Jenny Han and Lana Condor

(Photo by Sarah Shatz/Netflix)

Author Jenny Han is an expert on crushes, romances and meet-cutes. In addition to other titles in her catalog, her To All The Boys I’ve Loved Before book trilogy is an international best-seller that has inspired three Netflix movies – the last of which, To All the Boys: Always and Forever, was released February 12 on the streaming channel. Peppered with references, both vague and blatant, to its rom-com ancestors, the films follow Lana Condor’s high schooler Lara Jean Covey and her commitment to baked goods, her sisters, and, eventually, her near-perfect boyfriend, Peter Kavinsky (Noah Centineo).

So it isn’t really a surprise that Han is frequently asked about her favorite romantic comedies.

“I’ve gone back and forth over it, but for me, my favorite that I can turn on and it puts me in a good mood and it’s just comforting is Bridget Jones’s Diary,” Han says of the Renée Zellweger film. “I think it’s a gold standard. And I mean, there’s a reason she (Zellweger) was nominated for an Academy Award for that.”

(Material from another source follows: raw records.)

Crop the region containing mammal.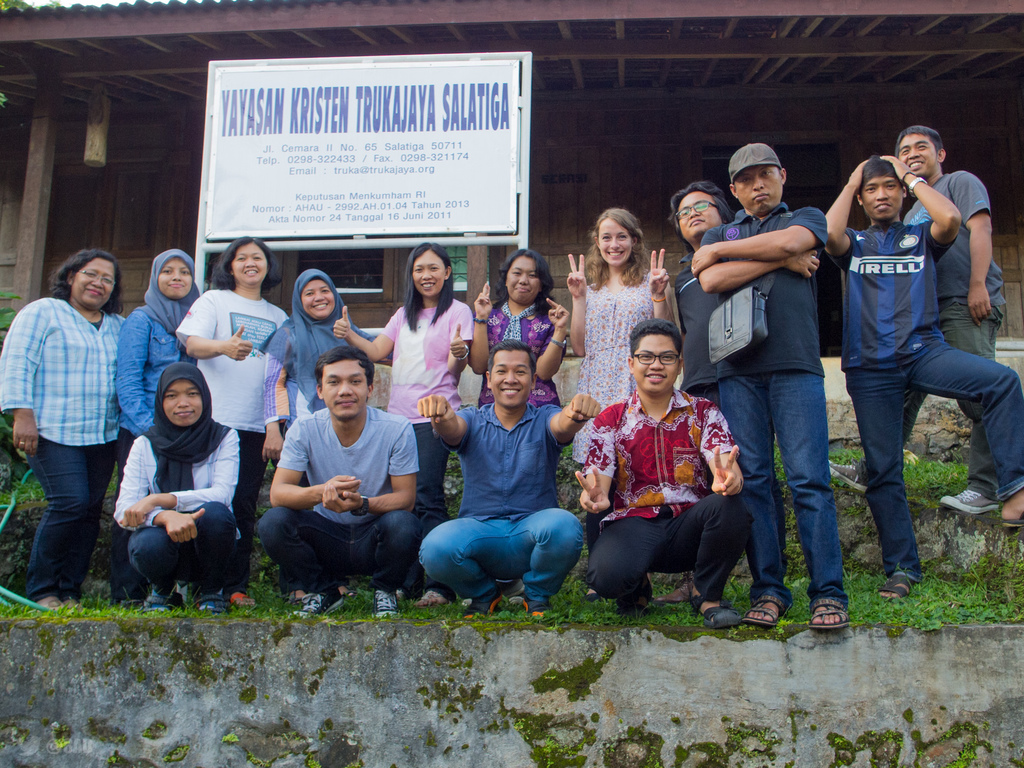
Crop region: {"x1": 0, "y1": 245, "x2": 132, "y2": 607}.
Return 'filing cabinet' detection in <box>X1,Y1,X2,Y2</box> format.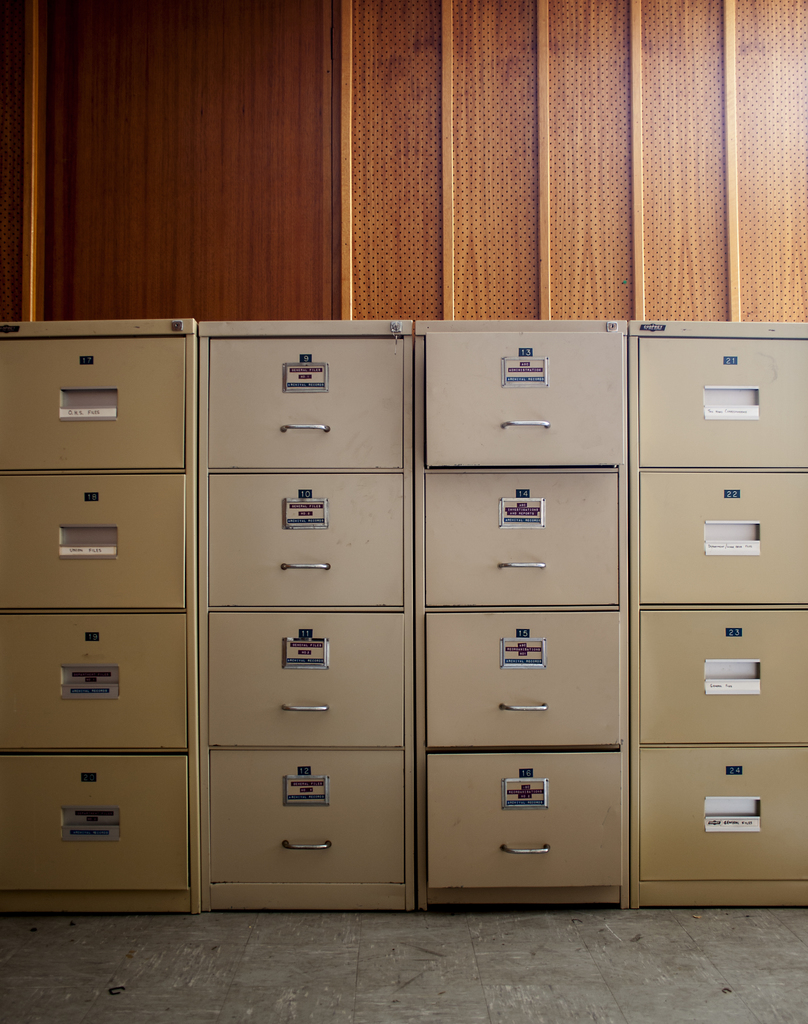
<box>200,319,417,916</box>.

And, as anyone who has read Han’s books or seen the To All the Boys movies knows, she says she “love(s) love triangles.” Han says that the one in Bridget Jones particularly works because the two potential suitors, Colin Firth’s Mark Darcy and Hugh Grant’s Daniel Cleaver, both “feel like legitimate options, even though Daniel is a cad.”

This isn’t to say that Han has seen every romantic comedy ever. She tried watching Broadcast News on a plane and failed and says that “I don’t think I fully appreciated” Heartburn because she saw it as a kid when a friend’s older sister had rented it. Han remembers that she “drifted away from the television” thinking that the relationship dynamic between Meryl Streep’s Rachel Samstat and Jack Nicholson’s Mark Forman “seems messed up.” (She was not wrong.)

It’s even debatable whether or not those two movies are even romantic comedies – something that also happens a lot to movies about teens.

“For instance, I would say that Breakfast Club gets shelved in romantic comedy,” Han says. However, “I don’t really think it’s that romantic. I think, with a teen love story, oftentimes it’s a lot more about their whole life and family and stuff. And I think, oftentimes, with adult romantic comedies, it’s really more about the romance. And so I think coming-of-age can be shelved also in romantic comedy.”